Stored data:
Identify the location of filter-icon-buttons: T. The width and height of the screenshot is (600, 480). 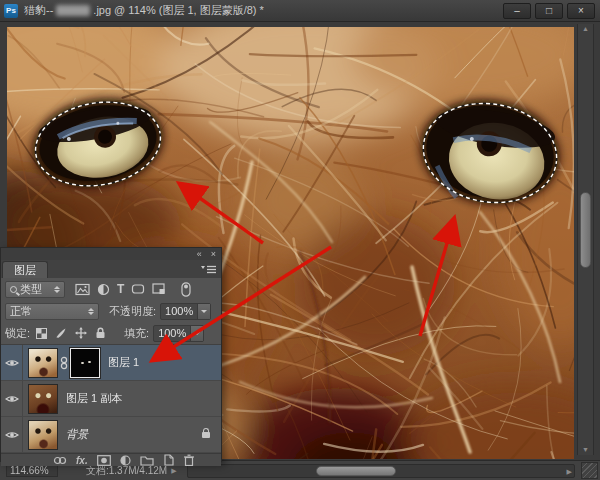
(133, 290).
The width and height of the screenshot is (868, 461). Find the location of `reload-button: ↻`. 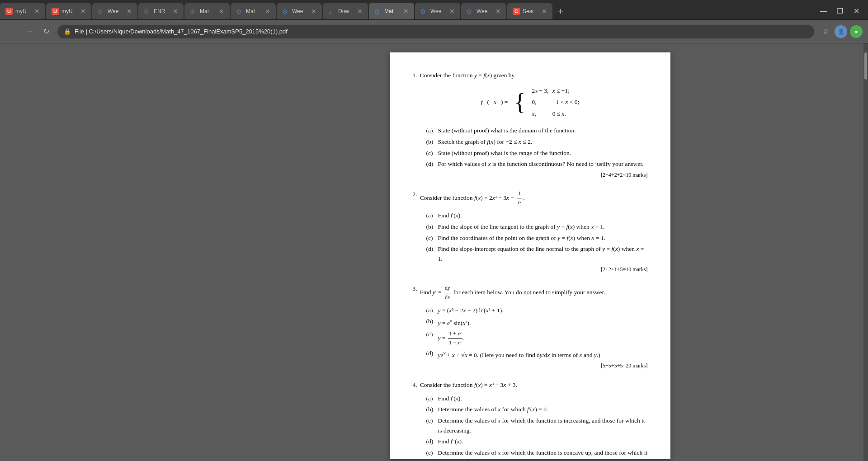

reload-button: ↻ is located at coordinates (46, 32).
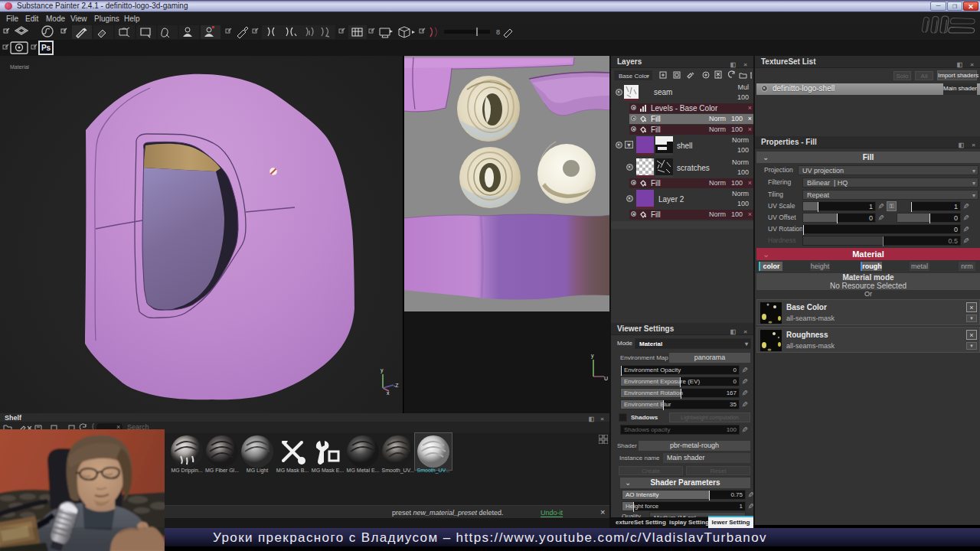  What do you see at coordinates (388, 393) in the screenshot?
I see `svg-text: x` at bounding box center [388, 393].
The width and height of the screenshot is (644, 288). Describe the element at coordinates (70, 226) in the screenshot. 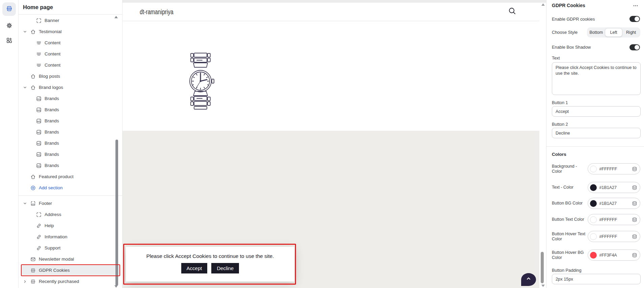

I see `sidebar-item-help: Help` at that location.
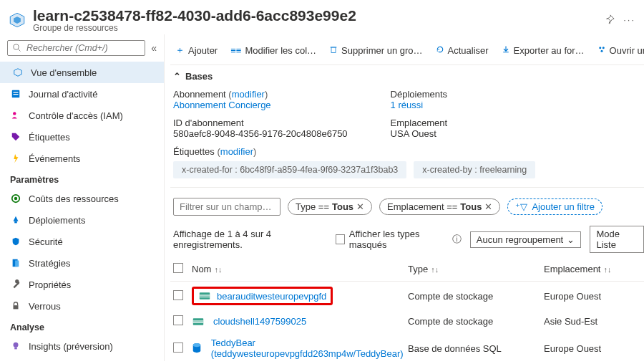 The image size is (644, 364). What do you see at coordinates (82, 198) in the screenshot?
I see `nav-costs: Coûts des ressources` at bounding box center [82, 198].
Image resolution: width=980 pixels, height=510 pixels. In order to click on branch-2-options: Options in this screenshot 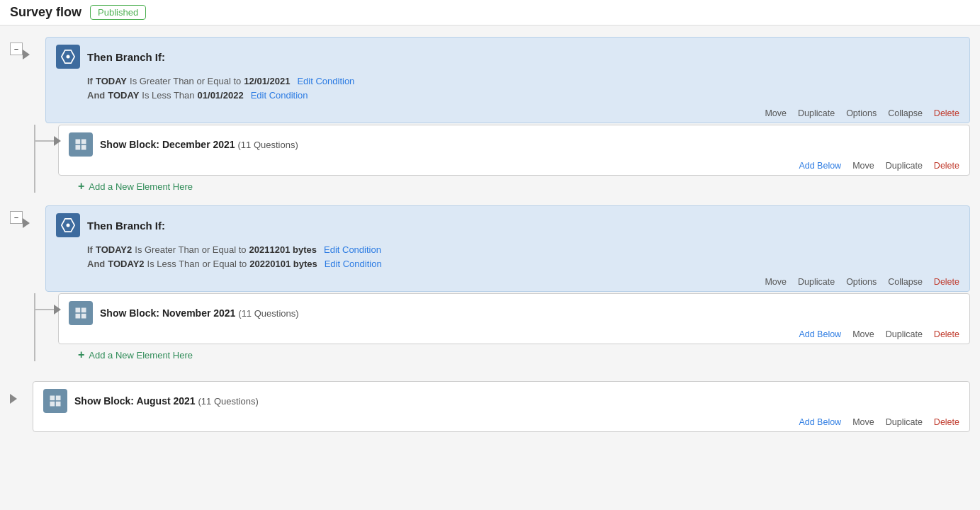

WHAT YOU WILL DO: Your answer must be a verbatim copy of the entries above, with no images included.

ANSWER SECTION:
Identify the location of filter-icon-buttons: T. The width and height of the screenshot is (600, 480). 
(133, 290).
The width and height of the screenshot is (868, 461). Find the location of `reload-button: ↻`. 

reload-button: ↻ is located at coordinates (46, 32).
  What do you see at coordinates (388, 393) in the screenshot?
I see `svg-text: x` at bounding box center [388, 393].
The width and height of the screenshot is (644, 288). Describe the element at coordinates (70, 226) in the screenshot. 

I see `sidebar-item-help: Help` at that location.
 The image size is (644, 364). What do you see at coordinates (82, 198) in the screenshot?
I see `nav-costs: Coûts des ressources` at bounding box center [82, 198].
Image resolution: width=980 pixels, height=510 pixels. In order to click on branch-2-options: Options in this screenshot 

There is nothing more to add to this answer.